Lightning at Twilight

The day had lengthened to that time when evening begins its fade into night. The dusky light reminded me of the walk I had intended to take, and I finally pried myself away from the computer. My usual short route took me up to the farm on the hilltop, the road there winding through the trees. The sun had already slipped behind the distant hill as I began my ascent.

Evening birds gave occasional calls from the deeper shadows of the trees, but otherwise the journey was quiet. As I approached the hill crest everything opened up, the trees giving way to fields and distant hills. There I saw the storm.

The clouds hung in the distance, directly above the advancing road but far beyond my path. The last rays of the sun struck the outer edges of the mass so that it appeared as undisturbed evening clouds.
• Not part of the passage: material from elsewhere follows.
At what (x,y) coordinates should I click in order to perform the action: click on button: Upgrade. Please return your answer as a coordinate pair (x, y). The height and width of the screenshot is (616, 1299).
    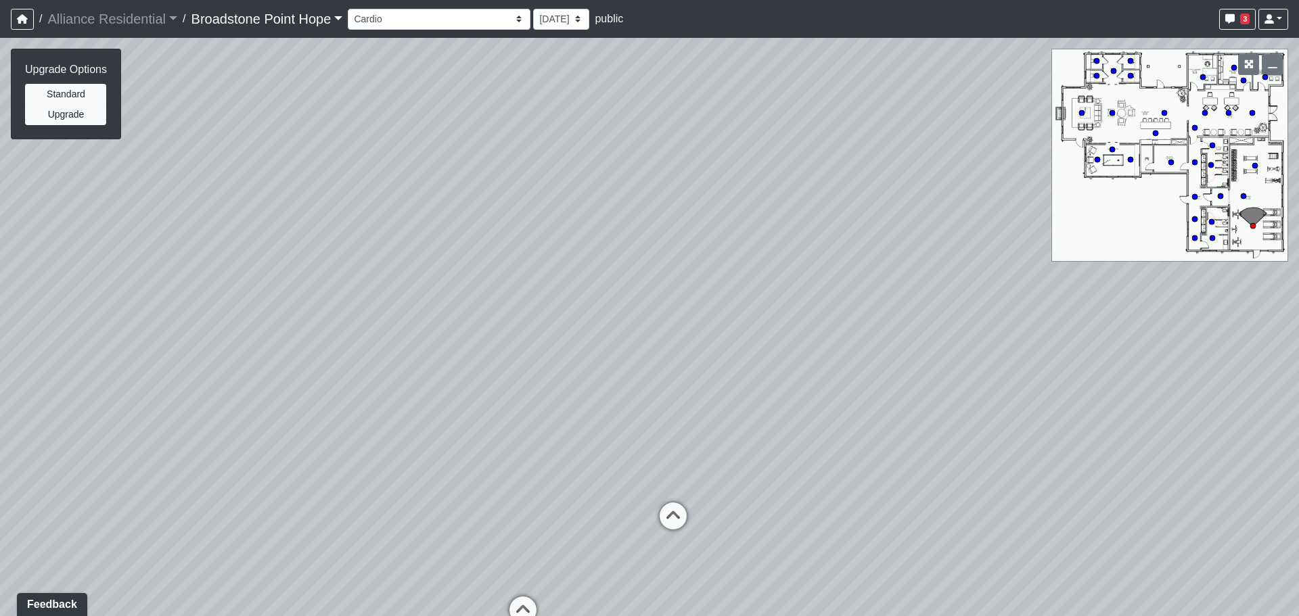
    Looking at the image, I should click on (66, 114).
Then I saw the flashes of a brighter light.

In the first moments I was sorry I hadn’t brought a camera. But a camera relieves us from seeing, from pondering the moment around us, and in us. Instead; Click. Picture. I’ll look at it later. And we move on without thought. But now, if I wanted to remember this, I had to stop and see. Really see. So I did, and I was glad I did.

The late July corn field on my left–not yet fully grown, but getting there–stood witness to the night like a regiment on parade formation. In the sky on my right reached the last shreds of pink dusk. and below that lay the cow pasture. A few distant bovine settled for the night, the silo towers in sentinel watch, the farm at rest. Ahead, the crest of the hill, the far distant horizon, the sky. Faint peach reflection in its highlights, the cloud bank faded to grey. Then it changed, flashing bright with lightning. Above all this hung the moon, high enough I had to tilt the head to encompass it in the picture. There it floated, suspended over the scene, serene–as if to say, “The world–that storm–rages, but it can’t touch me.”

The moon observed, and how safe, comforting, and sure it seemed. But the storm–oh, the storm!–how it raged. Lightning flickered in the clouds, erupting deep within. The storm was so distant I couldn’t hear the thunder, but I could see. Sheets of lighting would strobe, like some glorious beast stirring in the depths, like God was there. Then a striking bolt etched line from cloud to earth, dancing.

Perhaps most marvellous was how it all played out so silently. I saw the distant world pummelled, and not a breath of wind where I stood on the brow of the hill. Perhaps there is a picture here for how heaven’s host watches the show on earth. I wanted a chair and a porch on which to sit and watch.

I walked slowly, and stopped a bit to watch. From dawn to dusk, how much we miss between the span of  our horizons. We’re down here with our faces pressed against our screens, caught up in our own glowing visions, and He is up there putting on a show that we’re all ignoring. Our eyes strain from the looking and still we haven’t seen.

2 thoughts on “Lightning at Twilight

  1. Cynthia

    THIS resounded in my soul…as I sit staring at my glowing screen! But, yes, I pray that I will more regularly take note of the joyous show that God displays throughout his creation from the greatest to the smallest detail!